This year, I caved for a family Christmas. My boyfriend has a generous, welcoming family who lives in suburban SoCal and who really embodies the Yuletide spirit. They’ve invited me to join them in the past, and I’ve turned them down in favor of my usual solo Christmas. This year, though, I decided to see what all the fuss was about.
It’s about presents.
I knew this, of course. I was a child in an American middle-class family, and spent a lot of time circling things in the Sears catalog. I watch TV, I see the wish-list fervor, I see the reports of injuries and mania that ensue in the rush of the holiday sales. I love to get gifts, myself, and while I could really take or leave Shopping, I like giving gifts, too. But, goddamn, the presents.
We spent a lot of time opening gifts. I mean, a lot of time, to the point where we were long past the point of feeling loved, where we weren’t getting things we needed anymore, but rather bracelet after bracelet, cologne after bottle of cologne, reindeer after nutcracker after angel. Because Santa and the gang were going gangbusters, Christmasland was out in full force (a kitsch that seems so cliché it’s not even kitsch): Caroling snowman families. Miniature ragtag pageants. Santa-capped puppies. Angler elves with baubles on the ends of their poles.
On the drive back to northern California, we made a stop at a thrift store, where all the holiday trinkets had been crowded onto a half-off table. In among the polar bears and wise men and sugarplum snowglobes, sat a holi-deity like none I’d ever seen. It was a Santa, not a Saint Nicholas or Father Christmas, but that twinkly-eyed, cotton-bearded type who was first drummed up by Clement Clark Moore. He had the black boots, the fur-trimmed jacket drawn close to his potbelly by a shiny belt. He looked jolly. But here’s the kicker: rather than red, he was dressed head to toe in blue. Blue Santa. I felt like I’d discovered some undocumented species of bug.
The variety of consumer goods is just that great.
Has the actualization of human desires become so perfected, that the diversity of trinkets has surpassed that of nature? Meanwhile, the number of plant and animal species that disappear increases each year. We sit around a tree, a dead evergreen—always—an evergreen that slowly sheds its needles. Perhaps someone hands us a gift-bagged ornament: a giraffe, the evolutionary marvel of its neck bedecked with twinkling lights. The giraffe, in all its evolutionary wonder, has somehow become entangled as it reaches for that star at the top of the tree.
And like that giraffe, with our everlasting plastic and our distant nations full of barely existing slaves, we too, reach for the star, or stars rather, until Christmas becomes about seeing how many shiny things we can hold in our hands. And once we have too many to keep track of, we panic.
We are panicking, right? We just don’t want to say so for fear of ruining Christmas?
And that’s why I like to spend the day alone. At least when I’m alone, I can create a psychic cap. There are only so many bottles of wine I can drink without dying, only so many pizzas I can fit in the freezer. There are only so many classic cartoon characters they can convert into CGI blockbusters, right? Only so many sequels they can squeeze out of each before one loses money.
And Santa—that most generous of spirits—Santa can only give so much before he drains himself blue.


For each line of the listing that includes the word "Travelers", show the whole line.

→ **The input**:
# # #

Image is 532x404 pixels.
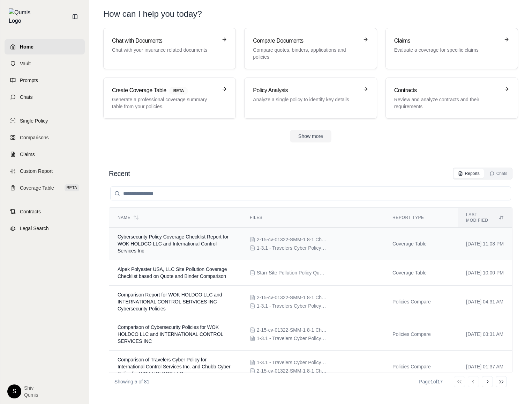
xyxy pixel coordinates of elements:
[253,47,358,61] p: Compare quotes, binders, applications and policies
[20,225,49,232] span: Legal Search
[118,215,233,220] div: Name
[20,167,53,175] span: Custom Report
[4,39,85,55] a: Home
[118,292,222,312] span: Comparison Report for WOK HOLDCO LLC and INTERNATIONAL CONTROL SERVICES INC Cybersecurity Policies
[466,212,504,223] div: Last modified
[454,169,484,178] button: Reports
[394,47,499,53] p: Evaluate a coverage for specific claims
[384,286,458,318] td: Policies Compare
[24,391,38,398] span: Qumis
[244,78,377,118] a: Policy AnalysisAnalyze a single policy to identify key details
[4,147,85,162] a: Claims
[257,302,326,309] span: 1-3.1 - Travelers Cyber Policy40.pdf
[253,37,358,45] h3: Compare Documents
[20,117,48,124] span: Single Policy
[64,184,79,191] span: BETA
[253,96,358,103] p: Analyze a single policy to identify key details
[257,367,326,374] span: 2-15-cv-01322-SMM-1 8-1 Chubb Cyber2.pdf
[4,113,85,129] a: Single Policy
[118,266,227,279] span: Alpek Polyester USA, LLC Site Pollution Coverage Checklist based on Quote and Binder Comparison
[112,96,218,110] p: Generate a professional coverage summary table from your policies.
[20,60,30,67] span: Vault
[290,129,331,142] button: Show more
[384,318,458,350] td: Policies Compare
[4,129,85,145] a: Comparisons
[118,324,223,343] span: Comparison of Cybersecurity Policies for WOK HOLDCO LLC and INTERNATIONAL CONTROL SERVICES INC
[20,93,33,101] span: Chats
[394,96,499,110] p: Review and analyze contracts and their requirements
[257,294,326,300] span: 2-15-cv-01322-SMM-1 8-1 Chubb Cyber2.pdf
[257,236,326,243] span: 2-15-cv-01322-SMM-1 8-1 Chubb Cyber2.pdf
[4,220,85,236] a: Legal Search
[118,357,231,376] span: Comparison of Travelers Cyber Policy for International Control Services Inc. and Chubb Cyber Poli...
[241,208,384,227] th: Files
[70,11,81,22] button: Collapse sidebar
[458,171,479,176] div: Reports
[384,260,458,286] td: Coverage Table
[458,350,512,383] td: [DATE] 01:37 AM
[9,8,35,25] img: Qumis Logo
[20,43,33,50] span: Home
[458,227,512,260] td: [DATE] 11:08 PM
[4,203,85,219] a: Contracts
[257,359,326,366] span: 1-3.1 - Travelers Cyber Policy40.pdf
[118,234,229,253] span: Cybersecurity Policy Coverage Checklist Report for WOK HOLDCO LLC and International Control Servi...
[20,151,35,158] span: Claims
[7,384,21,398] div: S
[20,134,49,141] span: Comparisons
[257,334,326,342] span: 1-3.1 - Travelers Cyber Policy40.pdf
[24,384,38,391] span: Shiv
[490,171,508,176] div: Chats
[20,208,41,215] span: Contracts
[104,8,518,19] h1: How can I help you today?
[104,78,236,118] a: Create Coverage TableBETAGenerate a professional coverage summary table from your policies.
[244,28,377,69] a: Compare DocumentsCompare quotes, binders, applications and policies
[4,180,85,195] a: Coverage TableBETA
[4,164,85,178] a: Custom Report
[253,86,358,95] h3: Policy Analysis
[104,28,236,69] a: Chat with DocumentsChat with your insurance related documents
[257,269,326,276] span: Starr Site Pollution Policy Quote vs. Binder Comparison (V1).pdf
[115,378,149,385] p: Showing 5 of 81
[169,87,188,95] span: BETA
[458,286,512,318] td: [DATE] 04:31 AM
[109,169,129,178] h2: Recent
[385,28,518,69] a: ClaimsEvaluate a coverage for specific claims
[394,86,499,95] h3: Contracts
[257,244,326,251] span: 1-3.1 - Travelers Cyber Policy40.pdf
[4,73,85,88] a: Prompts
[4,90,85,104] a: Chats
[384,350,458,383] td: Policies Compare
[419,378,442,385] div: Page 1 of 17
[384,208,458,227] th: Report Type
[20,184,54,191] span: Coverage Table
[112,47,218,53] p: Chat with your insurance related documents
[458,318,512,350] td: [DATE] 03:31 AM
[4,55,85,71] a: Vault
[485,169,511,178] button: Chats
[112,86,218,95] h3: Create Coverage Table
[458,260,512,286] td: [DATE] 10:00 PM
[384,227,458,260] td: Coverage Table
[20,77,38,84] span: Prompts
[394,37,499,45] h3: Claims
[385,78,518,118] a: ContractsReview and analyze contracts and their requirements
[257,326,326,333] span: 2-15-cv-01322-SMM-1 8-1 Chubb Cyber2.pdf
[112,37,218,45] h3: Chat with Documents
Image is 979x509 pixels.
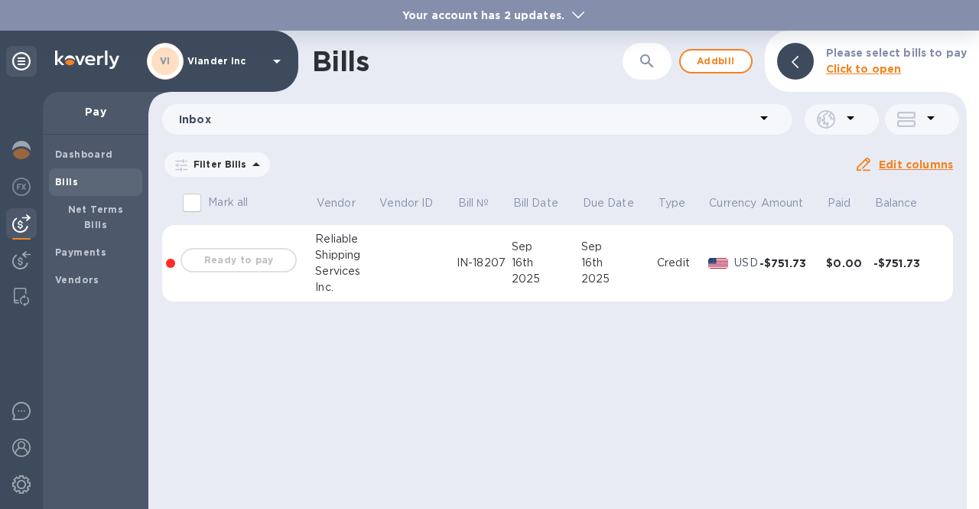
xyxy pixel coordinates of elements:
span: Type [659,195,706,211]
p: USD [734,255,759,271]
u: Edit columns [879,158,953,171]
span: Bill № [458,195,509,211]
span: Due Date [583,195,654,211]
span: Bill Date [513,195,578,211]
p: Vendor ID [379,195,433,211]
p: Viander inc [187,56,264,67]
div: 2025 [581,271,657,287]
div: Sep [581,239,657,255]
p: Bill № [458,195,489,211]
b: Please select bills to pay [826,47,967,59]
span: Paid [828,195,871,211]
div: Shipping [315,247,378,263]
span: Vendor [317,195,376,211]
div: -$751.73 [759,255,826,271]
div: IN-18207 [457,255,512,271]
span: Vendor ID [379,195,453,211]
p: Filter Bills [187,158,247,171]
p: Currency [709,195,756,211]
p: Due Date [583,195,634,211]
div: -$751.73 [873,255,941,271]
span: Amount [761,195,824,211]
b: Vendors [55,274,99,285]
h1: Bills [312,45,369,77]
div: Sep [512,239,581,255]
b: Dashboard [55,148,113,160]
div: Inc. [315,279,378,295]
p: Amount [761,195,804,211]
p: Inbox [179,112,755,127]
div: Reliable [315,231,378,247]
img: Foreign exchange [12,177,31,196]
b: Net Terms Bills [68,203,124,230]
p: Pay [55,104,136,119]
b: Click to open [826,63,902,75]
div: Services [315,263,378,279]
div: 2025 [512,271,581,287]
button: Addbill [679,49,753,73]
p: Vendor [317,195,356,211]
b: VI [160,55,171,67]
div: Credit [657,255,708,271]
span: Balance [875,195,938,211]
p: Paid [828,195,851,211]
p: Bill Date [513,195,558,211]
p: Type [659,195,686,211]
div: Unpin categories [6,46,37,76]
b: Bills [55,176,78,187]
div: 16th [581,255,657,271]
b: Your account has 2 updates. [402,9,564,21]
img: Logo [55,50,119,69]
div: $0.00 [826,255,873,271]
b: Payments [55,246,106,258]
p: Mark all [208,194,248,210]
div: 16th [512,255,581,271]
img: USD [708,258,729,268]
p: Balance [875,195,918,211]
span: Add bill [693,52,739,70]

# # #

→ **Result**:
[257,302,326,309] span: 1-3.1 - Travelers Cyber Policy40.pdf
[118,357,231,376] span: Comparison of Travelers Cyber Policy for International Control Services Inc. and Chubb Cyber Poli...
[257,359,326,366] span: 1-3.1 - Travelers Cyber Policy40.pdf
[257,334,326,342] span: 1-3.1 - Travelers Cyber Policy40.pdf
[257,244,326,251] span: 1-3.1 - Travelers Cyber Policy40.pdf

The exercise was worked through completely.